質問

I have an EJB Stateless Session Bean. I have these requirements:

  1. This Stateless EJB should be initialized at startup
  2. The initialization code should make a transactional access to a database

The problem is:

  1. @Startup is only available for @Singleton EJBs
  2. @PostConstruct annotation (at least on Websphere) doesn't have a transactional context at this point so the initialization code explode here!

Possible solutions?

  1. Use a Java EE Timer but it seems to be designed for periodic execution. I want just only one execution at time zero.
  2. Use a @Singleton + @Startup EJB just for initialization purposes and inject this singleton EJB to the dependant Stateless EJBs.

Question:

  1. Can any one explain how it is supposed a Stateless EJB to be initialized? or it has no sense? (I mean, stateless EJB are supposed to not to have initialization state?)
  2. Is there any pattern out there that says use of secondary EJB @Singleton with @Startup is a good idea?
役に立ちましたか?

解決

Finally i opted for:

  • EJB @Stateless -- having a reference to --> EJB @Singleton (with @Startup)

That way, i can initialize the (shared and readonly) state or context necessary to serve requests.

他のヒント

Initializing a stateless EJB has no sense since this is the job of the Java EE container. Moreover, Java EE 6 provides the IOC pattern natively. IOC basically means hiding injected resources initialization process.

Your 2. solution is correct, as you need a transactional access.

Then you need to consider both cases/states :

a. singleton started up correcty

b. singleton failed at startup

In other words, are you sure that your (1.) statement is correct or you may interpret it with a lazy-init pattern ?

As the @startup occurs when application startup, maybe a state on the singleton with a lazy init activation is also matching to your needs?

The initialization code should make a transactional access to a database.

It is not clear to me for what the database access is, but in case you need fetch some data and store it as attributes of your stateless seasion bean, take in mind the following:

  • this information will be replicated in every stateless instance.

  • you will execute a database query every time a new bean instance is created.

  • at some point, it could be hard to be sure that all your beans instances have the same state.

I don't know the name of the pattern, but store the information in a Singleton session bean and inject it inside a stateless its a good solution. Even the Singleton bean can manage simultaneos requests, therefore, it won't become a bottleneck. It also allows you to manage possible information changes in a more consistent way.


## YOUR OBJECTIVE
Which lines of the records below contain the string "swatch"? Report each of them.

** Opening PROVIDED MATERIAL block **

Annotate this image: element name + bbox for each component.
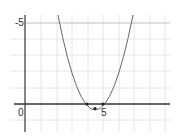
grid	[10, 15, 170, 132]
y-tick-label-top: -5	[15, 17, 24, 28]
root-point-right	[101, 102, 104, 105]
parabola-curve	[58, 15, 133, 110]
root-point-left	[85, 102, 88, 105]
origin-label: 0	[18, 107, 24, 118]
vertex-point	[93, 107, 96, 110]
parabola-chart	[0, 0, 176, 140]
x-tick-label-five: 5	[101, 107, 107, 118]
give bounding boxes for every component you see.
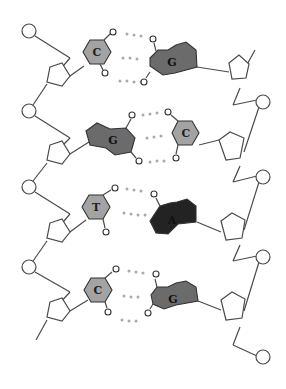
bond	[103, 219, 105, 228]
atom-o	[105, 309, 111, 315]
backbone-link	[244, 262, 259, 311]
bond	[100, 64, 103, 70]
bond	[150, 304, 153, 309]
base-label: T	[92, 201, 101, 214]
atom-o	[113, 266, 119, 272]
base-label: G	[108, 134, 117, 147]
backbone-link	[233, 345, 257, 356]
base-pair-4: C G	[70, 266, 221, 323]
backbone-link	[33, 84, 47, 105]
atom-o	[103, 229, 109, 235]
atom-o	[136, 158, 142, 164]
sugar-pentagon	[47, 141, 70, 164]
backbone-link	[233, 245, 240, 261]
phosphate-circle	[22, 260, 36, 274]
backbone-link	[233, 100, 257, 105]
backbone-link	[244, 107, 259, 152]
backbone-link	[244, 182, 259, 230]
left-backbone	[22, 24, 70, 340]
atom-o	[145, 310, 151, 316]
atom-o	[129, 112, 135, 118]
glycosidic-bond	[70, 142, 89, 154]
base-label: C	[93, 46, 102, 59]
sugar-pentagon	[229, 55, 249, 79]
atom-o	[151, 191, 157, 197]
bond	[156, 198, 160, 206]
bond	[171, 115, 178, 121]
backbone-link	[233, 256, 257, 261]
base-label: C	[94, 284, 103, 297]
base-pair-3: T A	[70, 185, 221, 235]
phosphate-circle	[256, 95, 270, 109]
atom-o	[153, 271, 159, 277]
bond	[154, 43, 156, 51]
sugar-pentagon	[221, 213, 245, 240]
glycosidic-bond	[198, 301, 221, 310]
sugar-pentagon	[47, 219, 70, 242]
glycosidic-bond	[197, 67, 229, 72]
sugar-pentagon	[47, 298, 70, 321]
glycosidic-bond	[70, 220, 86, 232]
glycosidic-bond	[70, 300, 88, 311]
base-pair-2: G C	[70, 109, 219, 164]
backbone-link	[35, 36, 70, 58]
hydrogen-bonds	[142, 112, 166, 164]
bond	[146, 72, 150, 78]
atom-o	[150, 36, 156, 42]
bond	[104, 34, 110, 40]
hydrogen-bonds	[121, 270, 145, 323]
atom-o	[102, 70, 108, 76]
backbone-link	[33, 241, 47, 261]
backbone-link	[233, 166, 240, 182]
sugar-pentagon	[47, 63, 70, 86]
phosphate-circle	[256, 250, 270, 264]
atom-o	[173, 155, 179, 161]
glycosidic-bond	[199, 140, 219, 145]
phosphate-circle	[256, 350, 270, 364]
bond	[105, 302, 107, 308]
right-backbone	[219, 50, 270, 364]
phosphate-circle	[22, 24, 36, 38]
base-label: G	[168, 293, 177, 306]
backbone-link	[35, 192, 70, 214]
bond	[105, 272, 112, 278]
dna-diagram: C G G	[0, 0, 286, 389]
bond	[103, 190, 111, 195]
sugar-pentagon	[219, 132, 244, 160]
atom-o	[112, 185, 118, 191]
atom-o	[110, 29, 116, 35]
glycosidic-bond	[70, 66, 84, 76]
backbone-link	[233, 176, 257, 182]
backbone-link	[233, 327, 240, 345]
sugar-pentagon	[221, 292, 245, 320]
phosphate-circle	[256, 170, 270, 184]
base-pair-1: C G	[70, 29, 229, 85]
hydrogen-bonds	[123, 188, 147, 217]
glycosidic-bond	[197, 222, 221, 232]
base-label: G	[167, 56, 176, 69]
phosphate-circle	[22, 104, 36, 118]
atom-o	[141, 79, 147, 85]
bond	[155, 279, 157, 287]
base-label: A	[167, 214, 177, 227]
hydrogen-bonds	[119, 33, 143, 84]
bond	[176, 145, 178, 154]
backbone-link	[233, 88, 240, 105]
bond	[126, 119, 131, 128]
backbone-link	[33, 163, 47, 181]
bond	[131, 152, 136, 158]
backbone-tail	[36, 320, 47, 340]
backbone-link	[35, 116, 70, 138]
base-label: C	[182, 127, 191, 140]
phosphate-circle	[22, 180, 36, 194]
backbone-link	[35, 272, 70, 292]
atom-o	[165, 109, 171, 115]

** Closing PROVIDED MATERIAL block **
** Opening PROVIDED MATERIAL block **

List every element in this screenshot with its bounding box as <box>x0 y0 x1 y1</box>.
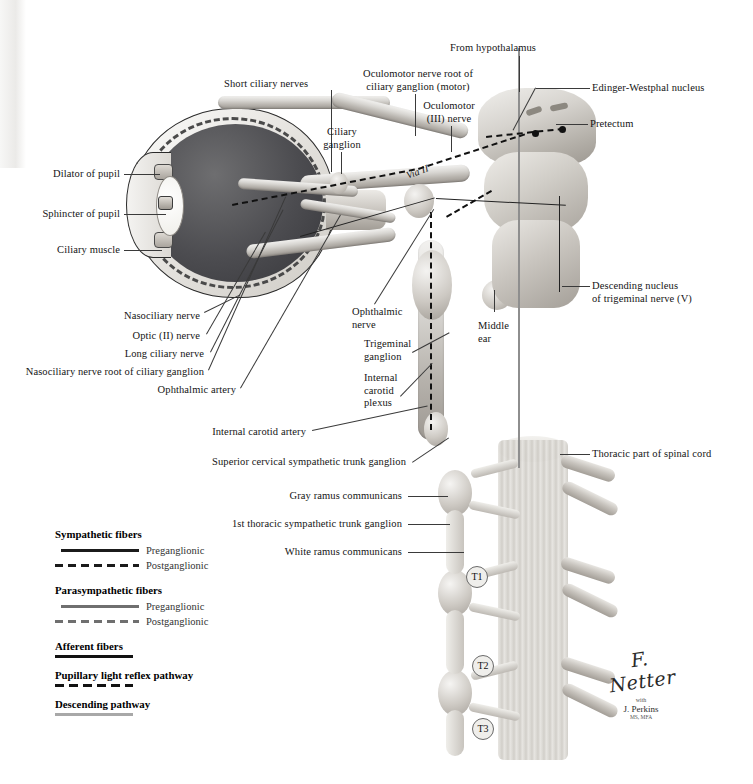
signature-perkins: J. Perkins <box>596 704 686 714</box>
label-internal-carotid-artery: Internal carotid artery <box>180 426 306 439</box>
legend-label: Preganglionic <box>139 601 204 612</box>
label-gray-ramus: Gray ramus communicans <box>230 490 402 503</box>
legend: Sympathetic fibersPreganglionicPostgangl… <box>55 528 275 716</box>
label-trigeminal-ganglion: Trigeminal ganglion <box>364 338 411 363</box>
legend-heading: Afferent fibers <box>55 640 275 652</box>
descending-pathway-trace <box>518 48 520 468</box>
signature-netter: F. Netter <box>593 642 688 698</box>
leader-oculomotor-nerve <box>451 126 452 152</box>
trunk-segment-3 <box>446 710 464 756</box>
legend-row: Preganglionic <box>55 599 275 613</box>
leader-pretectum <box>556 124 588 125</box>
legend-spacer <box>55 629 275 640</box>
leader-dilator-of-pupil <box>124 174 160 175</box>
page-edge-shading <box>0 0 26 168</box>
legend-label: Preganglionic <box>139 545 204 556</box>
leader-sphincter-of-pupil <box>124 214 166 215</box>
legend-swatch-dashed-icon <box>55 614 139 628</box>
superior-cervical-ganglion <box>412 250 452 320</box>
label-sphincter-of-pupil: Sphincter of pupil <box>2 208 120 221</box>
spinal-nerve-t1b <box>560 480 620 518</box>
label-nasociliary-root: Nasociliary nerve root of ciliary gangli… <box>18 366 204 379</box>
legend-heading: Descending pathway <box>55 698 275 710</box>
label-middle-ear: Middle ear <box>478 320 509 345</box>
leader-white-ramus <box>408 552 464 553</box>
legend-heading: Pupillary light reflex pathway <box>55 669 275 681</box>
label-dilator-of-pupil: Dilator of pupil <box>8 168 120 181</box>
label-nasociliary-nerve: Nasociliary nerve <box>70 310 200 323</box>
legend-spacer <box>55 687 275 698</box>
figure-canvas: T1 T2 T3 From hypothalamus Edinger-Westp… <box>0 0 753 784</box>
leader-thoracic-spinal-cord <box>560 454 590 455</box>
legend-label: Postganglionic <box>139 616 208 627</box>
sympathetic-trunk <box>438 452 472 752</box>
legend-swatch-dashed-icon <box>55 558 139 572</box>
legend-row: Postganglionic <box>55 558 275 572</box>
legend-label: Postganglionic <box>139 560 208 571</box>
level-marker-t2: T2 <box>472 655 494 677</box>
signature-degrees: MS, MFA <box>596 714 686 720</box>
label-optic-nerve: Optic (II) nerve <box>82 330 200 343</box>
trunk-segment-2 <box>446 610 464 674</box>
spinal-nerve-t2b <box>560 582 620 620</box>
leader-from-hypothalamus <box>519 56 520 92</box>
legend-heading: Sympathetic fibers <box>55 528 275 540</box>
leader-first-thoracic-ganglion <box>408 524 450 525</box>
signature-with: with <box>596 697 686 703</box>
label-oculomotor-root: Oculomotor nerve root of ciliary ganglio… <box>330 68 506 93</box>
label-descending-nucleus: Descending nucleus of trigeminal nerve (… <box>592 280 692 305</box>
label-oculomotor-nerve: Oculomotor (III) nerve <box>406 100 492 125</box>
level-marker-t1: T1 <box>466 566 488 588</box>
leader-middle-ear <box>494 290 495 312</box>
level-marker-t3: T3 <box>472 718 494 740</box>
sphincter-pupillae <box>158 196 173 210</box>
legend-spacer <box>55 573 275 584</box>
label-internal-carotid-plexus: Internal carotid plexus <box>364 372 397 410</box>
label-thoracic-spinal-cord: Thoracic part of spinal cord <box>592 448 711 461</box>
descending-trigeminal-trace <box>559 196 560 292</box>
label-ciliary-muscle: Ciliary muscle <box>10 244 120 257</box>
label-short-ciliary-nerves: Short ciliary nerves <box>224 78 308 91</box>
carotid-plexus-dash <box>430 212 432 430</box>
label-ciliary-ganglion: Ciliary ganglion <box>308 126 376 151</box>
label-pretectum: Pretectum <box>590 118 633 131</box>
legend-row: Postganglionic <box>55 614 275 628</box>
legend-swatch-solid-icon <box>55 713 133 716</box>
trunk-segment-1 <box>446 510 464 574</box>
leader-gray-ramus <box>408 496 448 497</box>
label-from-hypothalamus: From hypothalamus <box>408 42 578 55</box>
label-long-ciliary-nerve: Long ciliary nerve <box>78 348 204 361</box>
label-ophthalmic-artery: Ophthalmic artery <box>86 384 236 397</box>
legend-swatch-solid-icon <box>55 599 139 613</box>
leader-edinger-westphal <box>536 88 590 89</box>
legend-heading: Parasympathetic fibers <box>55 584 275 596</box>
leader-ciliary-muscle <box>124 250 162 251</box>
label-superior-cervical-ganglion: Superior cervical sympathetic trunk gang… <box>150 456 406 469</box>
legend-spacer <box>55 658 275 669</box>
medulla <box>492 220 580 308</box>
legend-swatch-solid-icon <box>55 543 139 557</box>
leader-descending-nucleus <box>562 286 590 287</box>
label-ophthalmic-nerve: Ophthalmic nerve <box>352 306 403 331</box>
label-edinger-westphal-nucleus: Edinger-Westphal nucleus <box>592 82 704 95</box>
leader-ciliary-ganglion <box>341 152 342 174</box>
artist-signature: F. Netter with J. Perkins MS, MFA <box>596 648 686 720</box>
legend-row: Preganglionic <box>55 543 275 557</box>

** Closing PROVIDED MATERIAL block **

## EXERCISE SOLUTION
legend-swatch-dashed-icon <box>55 614 139 628</box>
legend-swatch-dashed-icon <box>55 558 139 572</box>
legend-swatch-solid-icon <box>55 713 133 716</box>
legend-swatch-solid-icon <box>55 599 139 613</box>
legend-swatch-solid-icon <box>55 543 139 557</box>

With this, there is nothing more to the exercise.